A player kindly sent me a bug report of an error when they try:
WAIT FOR 1
(this isn’t the right syntax; you can WAIT 1 or WAIT FOR 1 MINUTE/HOUR/etc — I’m using Puny’s waittime extension)
I made a small version of the code that shows the error:
!%++puny
Constant INITIAL_LOCATION_VALUE = TheRoom;
Include "globals.h";
Include "puny.h";
[ Initialise; ];
Object TheRoom "The Room" with description "The room";
[ WaitLongSub; ];
Verb 'foo' * 'for' number 'minutes' -> WaitLong;
When you try to FOO FOR 1, it produces the error I think you wanted to say "foo for [** Programming error: Class (object number 1) has no property short_name to read **] Class minutes". Please try again.
I could fix this by adding another grammar line that matches “foo for {number}”; that wouldn’t be unreasonable — but I have a bunch of grammar that rely on numbers, and I worry that these might exhibit similar kinds of parser bugs when players are close-but-not-correct with verb-with-number-noun syntax.
I tracked this down to _PrintPatternSyntax and can see that while it special-cases several token types/data, it doesn’t for numbers, and so it tries to treat it like an object.
I’ve modified the code so that it works (see big obvious spacing showing the two lines I added):
[ _PrintPatternSyntax p_pattern p_noun _num_preps _token _type _data _i _count _token_value;
! write what pattern we expected, something like:
! "I think you wanted to say "put all in something". Please try again."
PrintMsg(MSG_PARSER_BAD_PATTERN_PREFIX);
print (verbname) verb_word;
_count = (p_pattern->0) / 8;
for(_i = 1: _i <= _count: _i++) {
! for(_token = p_pattern + 3: _token->0 ~= TT_END: _token = _token + 3) {
_token = p_pattern + _i + _i;
_token_value = _token -> 0;
_type = _token_value & $0f;
_data = _token -> 1;
! check if this is a new list of prepositions
if(_token_value == TOKEN_FIRST_PREP or TOKEN_SINGLE_PREP) _num_preps = 0;
if(_type == TT_PREPOSITION) {
! only write the first item in a list of alternative prepositions
if(_num_preps == 0) print " ", (address) #adjectives_table-->_data;
++_num_preps;
} else {
print " ";
if(p_noun == 0) {
if(_type == TT_ROUTINE_FILTER && #preactions_table-->_data == ADirection) {
print (string) SOMEDIRECTION_STR;
} else if(second == 0) {
! if(_type == TT_OBJECT && _token->2 == CREATURE_OBJECT) {
if(_type == TT_OBJECT && _data == CREATURE_OBJECT) {
print (string) SOMEONE_STR;
} else {
print (string) SOMETHING_STR;
}
} else print (name) second;
} else {
! only part that Joel changed is that I added this:
if(_type == TT_OBJECT && _data == NUMBER_OBJECT) {
print noun;
} else if(noun ~= 0 && metaclass(noun) ~= ROUTINE) {
p_noun = 0; ! avoid repeat (we don't need p_noun anymore)
if(parser_all_found) print "all"; else print (name) noun;
! } else if(_type == TT_OBJECT && _token->2 == CREATURE_OBJECT) {
} else if(_type == TT_OBJECT && _data == CREATURE_OBJECT) {
print (string) SOMEONE_STR;
} else {
print (string) SOMETHING_STR;
}
}
}
}
PrintMsg(MSG_PARSER_BAD_PATTERN_SUFFIX);
];
that works, and it feels like a low-risk change mid-SpringThing. If anyone more familiar with parsing can see anything risky about this, or has other advice on a better way to solve this, it’d be much welcomed.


> Task details
Each record has to be repeated exactly as given.
==== Supplied records
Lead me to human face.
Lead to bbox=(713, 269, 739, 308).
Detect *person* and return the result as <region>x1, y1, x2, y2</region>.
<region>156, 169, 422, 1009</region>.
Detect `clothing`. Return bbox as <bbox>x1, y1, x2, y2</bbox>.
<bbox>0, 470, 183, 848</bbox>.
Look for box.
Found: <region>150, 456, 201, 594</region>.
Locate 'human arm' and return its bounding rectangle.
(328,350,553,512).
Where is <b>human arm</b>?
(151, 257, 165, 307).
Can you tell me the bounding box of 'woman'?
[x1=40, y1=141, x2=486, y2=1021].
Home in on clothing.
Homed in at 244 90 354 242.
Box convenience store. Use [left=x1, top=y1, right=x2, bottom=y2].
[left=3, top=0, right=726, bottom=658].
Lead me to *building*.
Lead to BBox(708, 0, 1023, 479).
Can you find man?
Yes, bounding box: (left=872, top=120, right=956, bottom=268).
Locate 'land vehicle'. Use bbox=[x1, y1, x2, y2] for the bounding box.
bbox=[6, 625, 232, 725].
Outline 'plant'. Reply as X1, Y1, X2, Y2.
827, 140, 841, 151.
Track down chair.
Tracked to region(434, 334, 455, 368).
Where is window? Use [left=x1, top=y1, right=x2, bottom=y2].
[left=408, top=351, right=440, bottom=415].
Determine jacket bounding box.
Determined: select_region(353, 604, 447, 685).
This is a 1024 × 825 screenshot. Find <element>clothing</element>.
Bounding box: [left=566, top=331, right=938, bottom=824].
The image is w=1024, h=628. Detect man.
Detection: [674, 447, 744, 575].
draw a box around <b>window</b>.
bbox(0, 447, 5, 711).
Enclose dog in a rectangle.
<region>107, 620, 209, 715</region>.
========
> Exercise result
Lead me to human face.
Lead to bbox=(713, 269, 739, 308).
Detect *person* and return the result as <region>x1, y1, x2, y2</region>.
<region>156, 169, 422, 1009</region>.
Detect `clothing`. Return bbox as <bbox>x1, y1, x2, y2</bbox>.
<bbox>0, 470, 183, 848</bbox>.
Look for box.
Found: <region>150, 456, 201, 594</region>.
Locate 'human arm' and return its bounding rectangle.
(328,350,553,512).
Where is <b>human arm</b>?
(151, 257, 165, 307).
Can you tell me the bounding box of 'woman'?
[x1=40, y1=141, x2=486, y2=1021].
Home in on clothing.
Homed in at 244 90 354 242.
Box convenience store. Use [left=x1, top=y1, right=x2, bottom=y2].
[left=3, top=0, right=726, bottom=658].
Lead me to *building*.
Lead to BBox(708, 0, 1023, 479).
Can you find man?
Yes, bounding box: (left=872, top=120, right=956, bottom=268).
Locate 'land vehicle'. Use bbox=[x1, y1, x2, y2] for the bounding box.
bbox=[6, 625, 232, 725].
Outline 'plant'. Reply as X1, Y1, X2, Y2.
827, 140, 841, 151.
Track down chair.
Tracked to region(434, 334, 455, 368).
Where is window? Use [left=x1, top=y1, right=x2, bottom=y2].
[left=408, top=351, right=440, bottom=415].
Determine jacket bounding box.
Determined: select_region(353, 604, 447, 685).
This is a 1024 × 825 screenshot. Find <element>clothing</element>.
Bounding box: [left=566, top=331, right=938, bottom=824].
The image is w=1024, h=628. Detect man.
Detection: [674, 447, 744, 575].
draw a box around <b>window</b>.
bbox(0, 447, 5, 711).
Enclose dog in a rectangle.
<region>107, 620, 209, 715</region>.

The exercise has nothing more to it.